MASSACHUSETTS FUNDING ASSISTANCE
What Is “Funding” for a Revocable Trust?
Our philosophy is that a Trust is only as good as the paper it is printed on if it is not funded properly. Think: a funded Trust is a functioning Trust. The concept of funding a revocable trust is rather simple and involves:
- Retitling ownership of certain assets (e.g. investment accounts, bank accounts, real estate, brokerage accounts) to your revocable trust from yourself individually or jointly with a spouse;
- Adding the revocable trust as a beneficiary on certain assets (stocks, life insurance, checking accounts); and
- Assigning business interests and ownership for certain entities, like an LLC, to the revocable trust.
It is imperative that we know what you own, and how you own it. The specific recommendations on how to properly fund a client’s revocable trust involve complex analysis for each client’s specific circumstances and goals.
As part of our Tree Plans, we provide specific recommendations and guidance on each asset you own, and how to properly tie that asset, if applicable, into your revocable trust through funding recommendations. However, some clients also desire assistance with the implementation of our funding recommendations (i.e. funding assistance). For funding assistance, we help you retitle your assets, assign beneficiaries, deal with banks, fill out paperwork, handle follow-up and all tasks necessary to properly and fully fund your revocable trust. We take the burden of funding off you!
Why Is Funding a Revocable Trust Important?
Funding a revocable trust ensures that the goals and concerns that drove the design of your plan come to fruition.
If you created a revocable trust to minimize or avoid probate and the court process, then this cannot be accomplished without proper funding. Even with a well-drafted revocable trust, if you keep the ownership of your assets in your individual name or jointly with a spouse without proper beneficiary designation, then probate will be necessary either at the death of one or both of you.
If you created a trust to ensure assets pass down to your children some day and are not subject to division if your surviving spouse were to remarry and then get divorced, then this cannot be accomplished without proper funding. If assets pass outright to a surviving spouse, and not under the terms of the Trust, then there is no protection of these assets for your children, and they could be divided in the event of a divorce.
If you created a trust to reduce estate taxes and shelter the Massachusetts or Federal exemption amount at the first spouse’s death, then this cannot be accomplished without proper funding. It is imperative that the trust owns assets during your lives in order to pass them through this trust structure. If the trust is not properly funded, the assets will simply pass outright to the surviving spouse, and there will be no assets to shelter at the first spouse’s death.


Activity: Return each line below holding the string "item".

/---

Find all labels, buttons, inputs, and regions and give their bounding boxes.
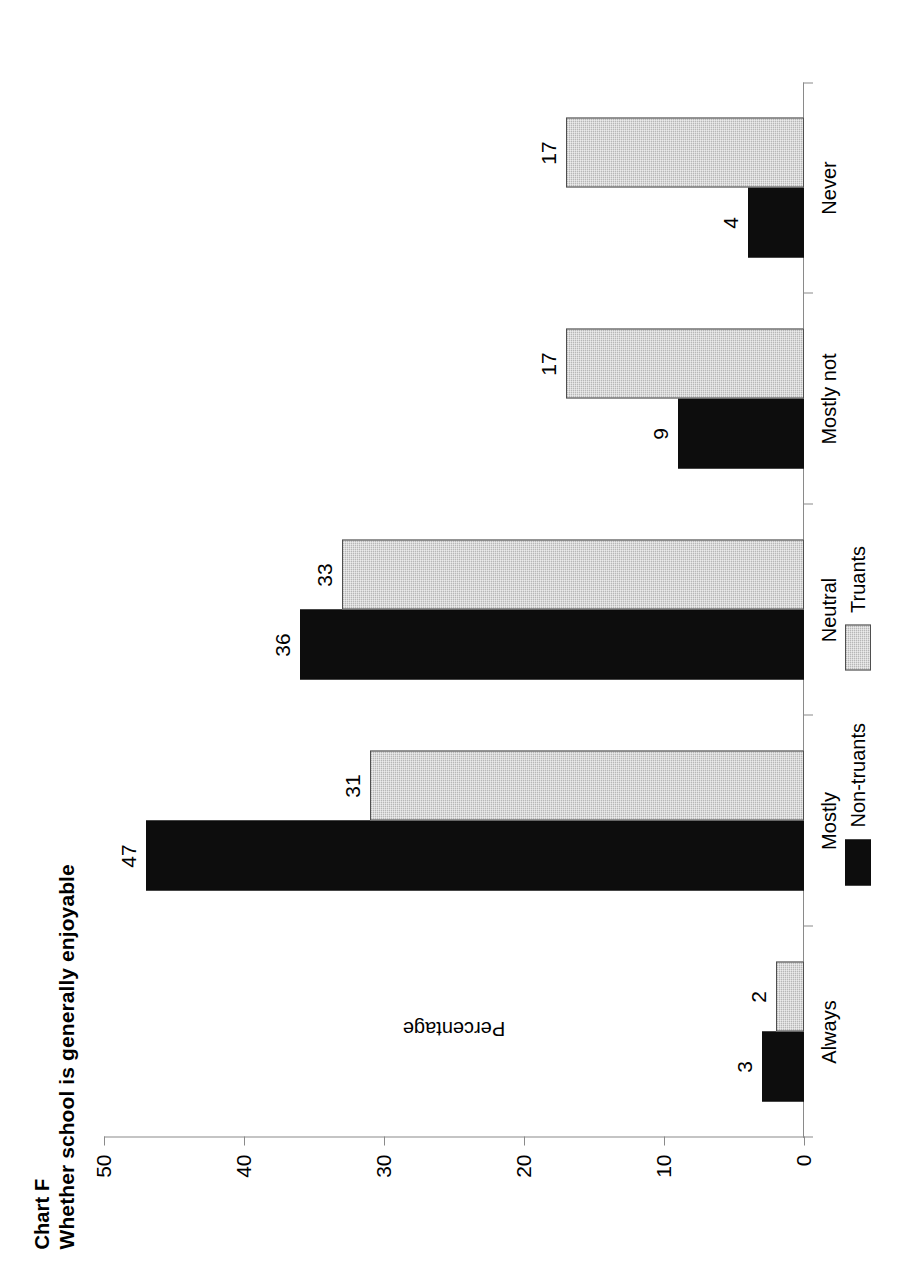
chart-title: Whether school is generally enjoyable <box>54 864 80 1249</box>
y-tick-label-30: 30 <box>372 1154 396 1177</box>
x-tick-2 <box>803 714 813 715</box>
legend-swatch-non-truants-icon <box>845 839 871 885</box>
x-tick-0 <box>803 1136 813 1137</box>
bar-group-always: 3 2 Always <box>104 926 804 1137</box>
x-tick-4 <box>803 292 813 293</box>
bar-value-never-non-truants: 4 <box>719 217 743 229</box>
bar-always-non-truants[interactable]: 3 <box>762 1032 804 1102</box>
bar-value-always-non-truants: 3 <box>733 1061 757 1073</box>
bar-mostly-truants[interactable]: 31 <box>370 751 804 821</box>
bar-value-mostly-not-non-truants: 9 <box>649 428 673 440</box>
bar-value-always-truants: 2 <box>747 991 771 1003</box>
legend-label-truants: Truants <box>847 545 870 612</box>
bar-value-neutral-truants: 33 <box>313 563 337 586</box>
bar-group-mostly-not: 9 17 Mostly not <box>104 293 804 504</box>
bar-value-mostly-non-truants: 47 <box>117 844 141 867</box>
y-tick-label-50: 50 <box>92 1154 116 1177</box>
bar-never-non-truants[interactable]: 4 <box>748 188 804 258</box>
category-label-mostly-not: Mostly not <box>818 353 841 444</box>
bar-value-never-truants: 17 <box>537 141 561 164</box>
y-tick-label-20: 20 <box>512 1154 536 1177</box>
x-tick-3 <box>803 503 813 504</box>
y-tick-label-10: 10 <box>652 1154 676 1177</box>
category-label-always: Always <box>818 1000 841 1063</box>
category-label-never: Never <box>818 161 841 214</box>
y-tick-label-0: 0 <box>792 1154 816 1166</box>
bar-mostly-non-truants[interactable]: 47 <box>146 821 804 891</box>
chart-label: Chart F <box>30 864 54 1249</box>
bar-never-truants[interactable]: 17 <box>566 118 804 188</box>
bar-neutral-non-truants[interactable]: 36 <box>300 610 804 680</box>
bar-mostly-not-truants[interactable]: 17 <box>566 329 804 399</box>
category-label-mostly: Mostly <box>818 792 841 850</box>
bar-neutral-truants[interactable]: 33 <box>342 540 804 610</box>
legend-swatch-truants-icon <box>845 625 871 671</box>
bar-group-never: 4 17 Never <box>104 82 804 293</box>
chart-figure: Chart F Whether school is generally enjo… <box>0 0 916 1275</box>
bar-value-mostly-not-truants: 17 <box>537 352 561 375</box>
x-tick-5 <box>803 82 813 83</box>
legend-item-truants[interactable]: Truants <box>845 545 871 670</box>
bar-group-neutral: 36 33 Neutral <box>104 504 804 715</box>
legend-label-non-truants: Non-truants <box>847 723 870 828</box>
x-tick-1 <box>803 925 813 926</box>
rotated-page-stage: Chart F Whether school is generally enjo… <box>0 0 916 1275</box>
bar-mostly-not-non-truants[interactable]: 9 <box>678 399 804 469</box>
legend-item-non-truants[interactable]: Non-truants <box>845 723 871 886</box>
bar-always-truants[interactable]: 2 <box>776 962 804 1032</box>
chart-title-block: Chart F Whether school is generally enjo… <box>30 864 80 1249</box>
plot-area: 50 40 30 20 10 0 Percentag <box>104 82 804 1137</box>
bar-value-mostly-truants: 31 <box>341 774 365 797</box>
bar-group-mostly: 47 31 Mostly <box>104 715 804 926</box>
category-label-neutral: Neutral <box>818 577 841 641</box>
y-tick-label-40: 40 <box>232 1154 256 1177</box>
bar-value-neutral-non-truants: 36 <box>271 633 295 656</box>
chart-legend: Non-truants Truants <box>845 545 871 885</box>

\---
/---

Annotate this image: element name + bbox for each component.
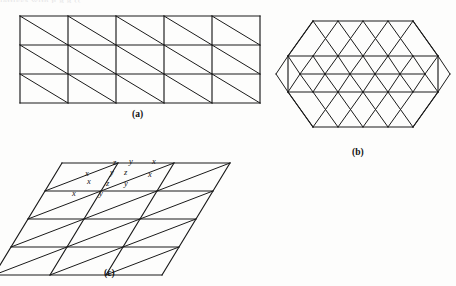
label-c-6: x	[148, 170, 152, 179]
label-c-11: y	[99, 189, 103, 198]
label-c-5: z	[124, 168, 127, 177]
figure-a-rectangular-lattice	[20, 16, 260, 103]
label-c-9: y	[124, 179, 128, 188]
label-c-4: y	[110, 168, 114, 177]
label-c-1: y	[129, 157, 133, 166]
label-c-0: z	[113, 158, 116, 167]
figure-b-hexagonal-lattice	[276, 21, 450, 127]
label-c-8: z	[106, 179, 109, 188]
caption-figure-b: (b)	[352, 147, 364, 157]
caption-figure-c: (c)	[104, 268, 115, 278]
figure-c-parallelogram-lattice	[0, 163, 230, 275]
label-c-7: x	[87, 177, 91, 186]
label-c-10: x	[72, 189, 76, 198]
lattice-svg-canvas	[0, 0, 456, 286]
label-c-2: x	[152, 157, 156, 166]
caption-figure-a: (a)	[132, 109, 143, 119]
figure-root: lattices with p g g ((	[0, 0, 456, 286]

\---

Result for this exercise:
legend-item-truants[interactable]: Truants <box>845 545 871 670</box>
legend-item-non-truants[interactable]: Non-truants <box>845 723 871 886</box>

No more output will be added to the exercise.